A non-production-grade one-liner (replaces masks entirely):

git ls-tree HEAD | perl -ne '/^10(0\d{3}) blob \S+\t(.+)$/ && { system "chmod",$1,$2 || die }'

(Credit for "$'\0'" goes to http://transnum.blogspot.ru/2008/11/bashs-read-built-in-supports-0-as.html)


Try git config core.fileMode false

From the git config man page:

core.fileMode

If false, the executable bit differences between the index and the working copy are ignored; useful on broken filesystems like FAT. See git-update-index(1).

The default is true, except git-clone(1) or git-init(1) will probe and set core.fileMode false if appropriate when the repository is created.


You could also try a pre/post checkout hook might do the trick.

See: Customizing Git - Git Hooks


Git doesn't store file permissions other than executable scripts. Consider using something like git-cache-meta to save file ownership and permissions.

Git can only store two types of modes: 755 (executable) and 644 (not executable). If your file was 444 git would store it has 644.


I use git from cygwin on Windows, the git apply solution doesn't work for me. Here is my solution, run chmod on every file to reset its permissions.

#!/bin/bash
IFS=$'\n'
for c in `git diff -p |sed -n '/diff --git/{N;s/diff --git//g;s/\n/ /g;s# a/.* b/##g;s/old mode //g;s/\(.*\) 100\(.*\)/chmod \2 \1/g;p}'`
do
        eval $c
done
unset IFS


Thanks @muhqu for his great answer. In my case not all changes files had permissions changed which prevented the command to work.
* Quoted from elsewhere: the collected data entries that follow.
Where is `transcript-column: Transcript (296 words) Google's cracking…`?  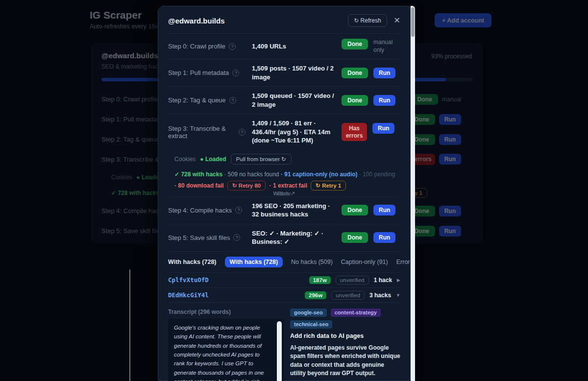
transcript-column: Transcript (296 words) Google's cracking… is located at coordinates (226, 344).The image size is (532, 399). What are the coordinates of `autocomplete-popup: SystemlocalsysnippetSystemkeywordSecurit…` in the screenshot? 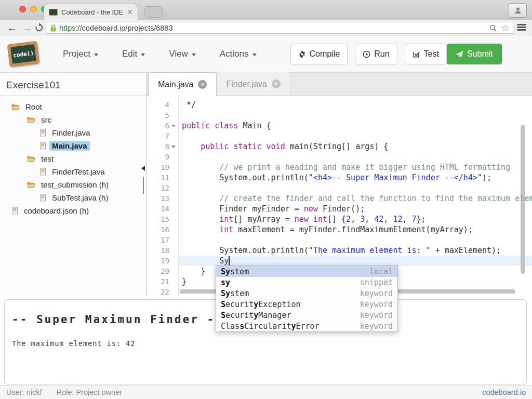 It's located at (307, 299).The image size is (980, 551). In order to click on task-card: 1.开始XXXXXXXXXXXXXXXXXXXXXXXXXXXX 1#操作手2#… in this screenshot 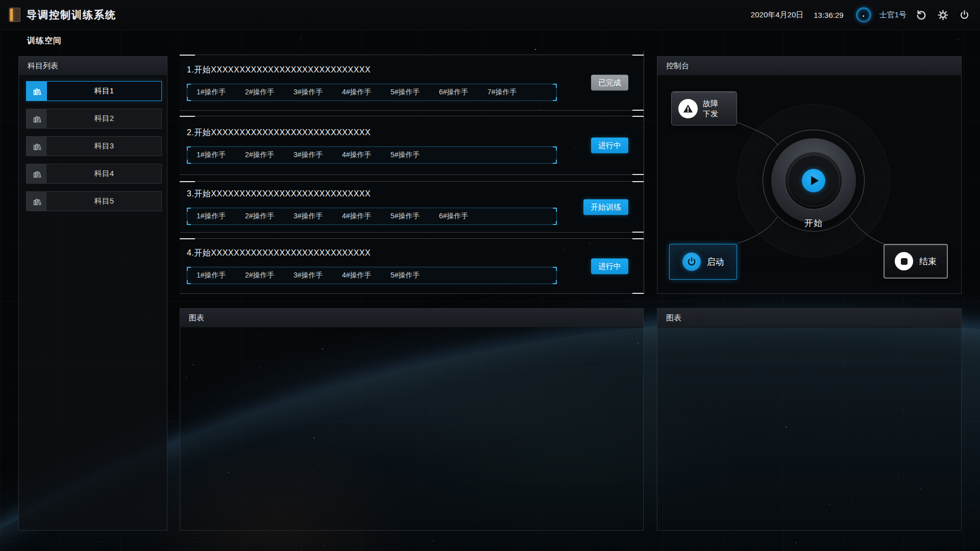, I will do `click(411, 83)`.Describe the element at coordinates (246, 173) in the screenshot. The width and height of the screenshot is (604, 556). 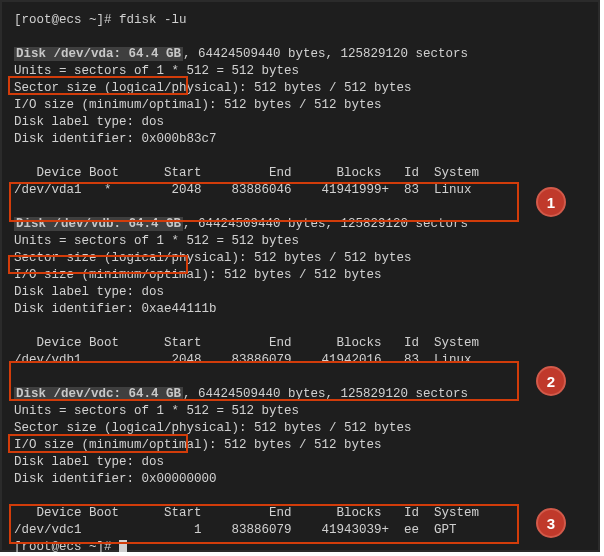
I see `partition-table-header-1: Device Boot Start End Blocks Id System` at that location.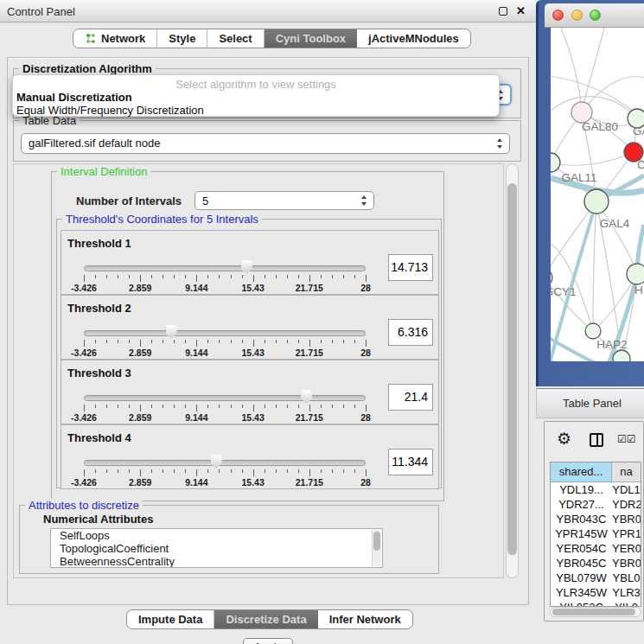  I want to click on cell-shared-name: YPR145W, so click(581, 534).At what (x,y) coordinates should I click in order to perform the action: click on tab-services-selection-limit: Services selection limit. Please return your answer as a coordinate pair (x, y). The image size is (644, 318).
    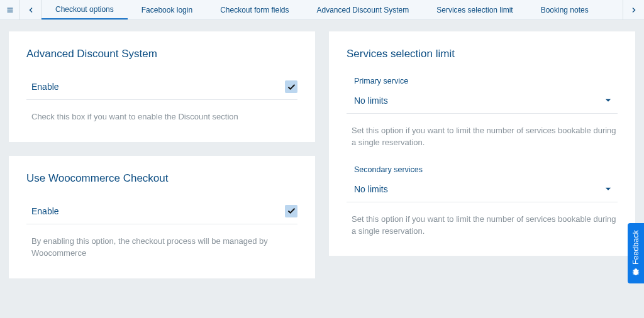
    Looking at the image, I should click on (474, 10). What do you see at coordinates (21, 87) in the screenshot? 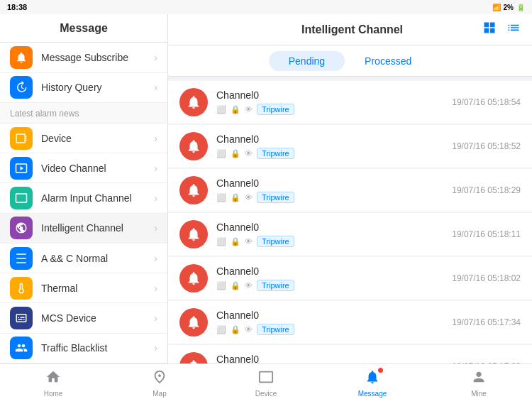
I see `history-query-icon` at bounding box center [21, 87]. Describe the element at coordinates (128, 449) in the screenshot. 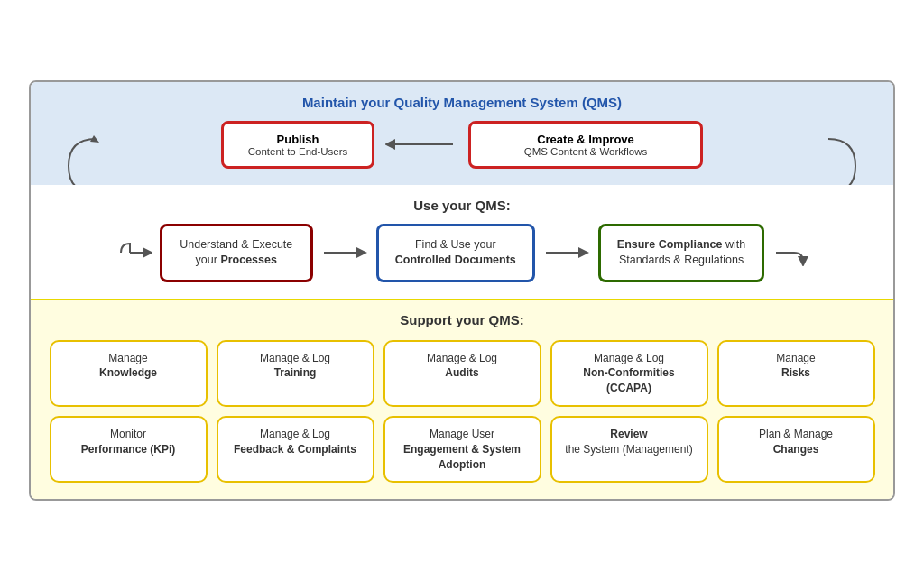

I see `performance-bold: Performance (KPi)` at that location.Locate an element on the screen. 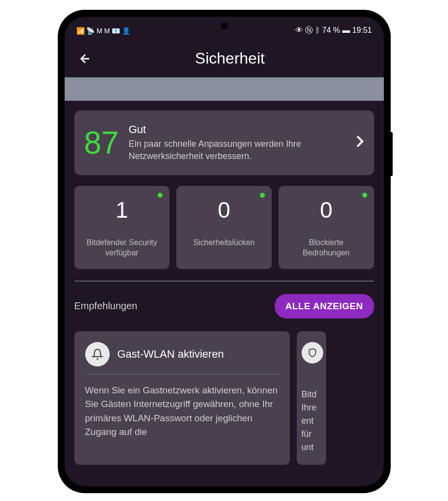 This screenshot has width=448, height=501. side-button is located at coordinates (392, 154). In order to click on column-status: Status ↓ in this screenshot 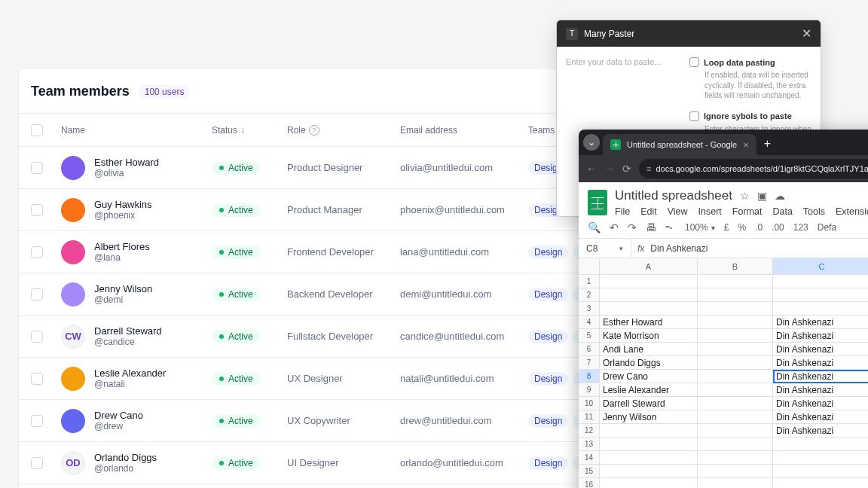, I will do `click(249, 130)`.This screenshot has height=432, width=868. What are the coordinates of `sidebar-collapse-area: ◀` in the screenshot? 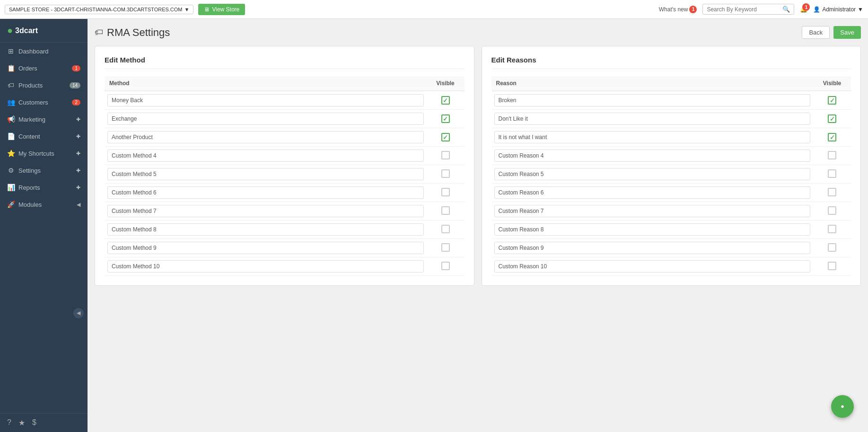 It's located at (44, 313).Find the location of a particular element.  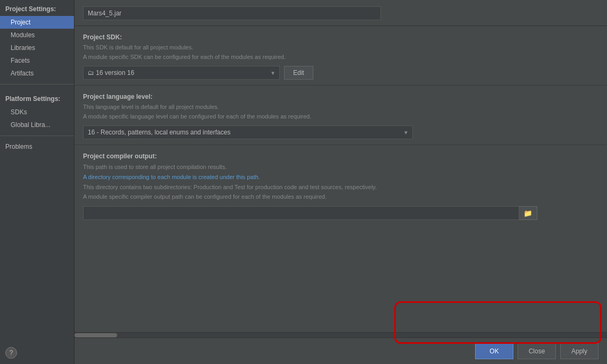

language-level-dropdown: 16 - Records, patterns, local enums and … is located at coordinates (248, 132).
$ git diff -p -R --no-ext-diff --no-color | grep -E "^(diff|(old|new) mode)" --color=never
diff --git b/file1 a/file1
diff --git b/file2 a/file2
old mode 100755
new mode 100644
$ git diff -p -R --no-ext-diff --no-color | grep -E "^(diff|(old|new) mode)" --color=never | git apply
warning: file1 has type 100644, expected 100755

The patch would then stop and files would be left untouched.

In case some people have similar problem I solved this by tweaking the command to grep only files with permission changed:

grep -E "^old mode (100644|100755)" -B1 -A1

or for the git alias

git config --global --add alias.permission-reset '!git diff -p -R --no-ext-diff --no-color | grep -E "^old mode (100644|100755)" -B1 -A1 --color=never | git apply'

git diff -p \
| grep -E '^(diff|old mode|new mode)' \
| sed -e 's/^old/NEW/;s/^new/old/;s/^NEW/new/' \
| git apply

will work in most cases but if you have external diff tools like meld installed you have to add --no-ext-diff

git diff --no-ext-diff -p \
    | grep -E '^(diff|old mode|new mode)' \
    | sed -e 's/^old/NEW/;s/^new/old/;s/^NEW/new/' \
    | git apply

was needed in my situation


The etckeeper tool can handle permissions and with:

etckeeper init -d /mydir

You can use it for other dirs than /etc.

Install by using your package manager or get sources from above link.


The easiest thing to do is to just change the permissions back. As @kroger noted git only tracks executable bits. So you probably just need to run chmod -x filename to fix it (or +x if that's what's needed.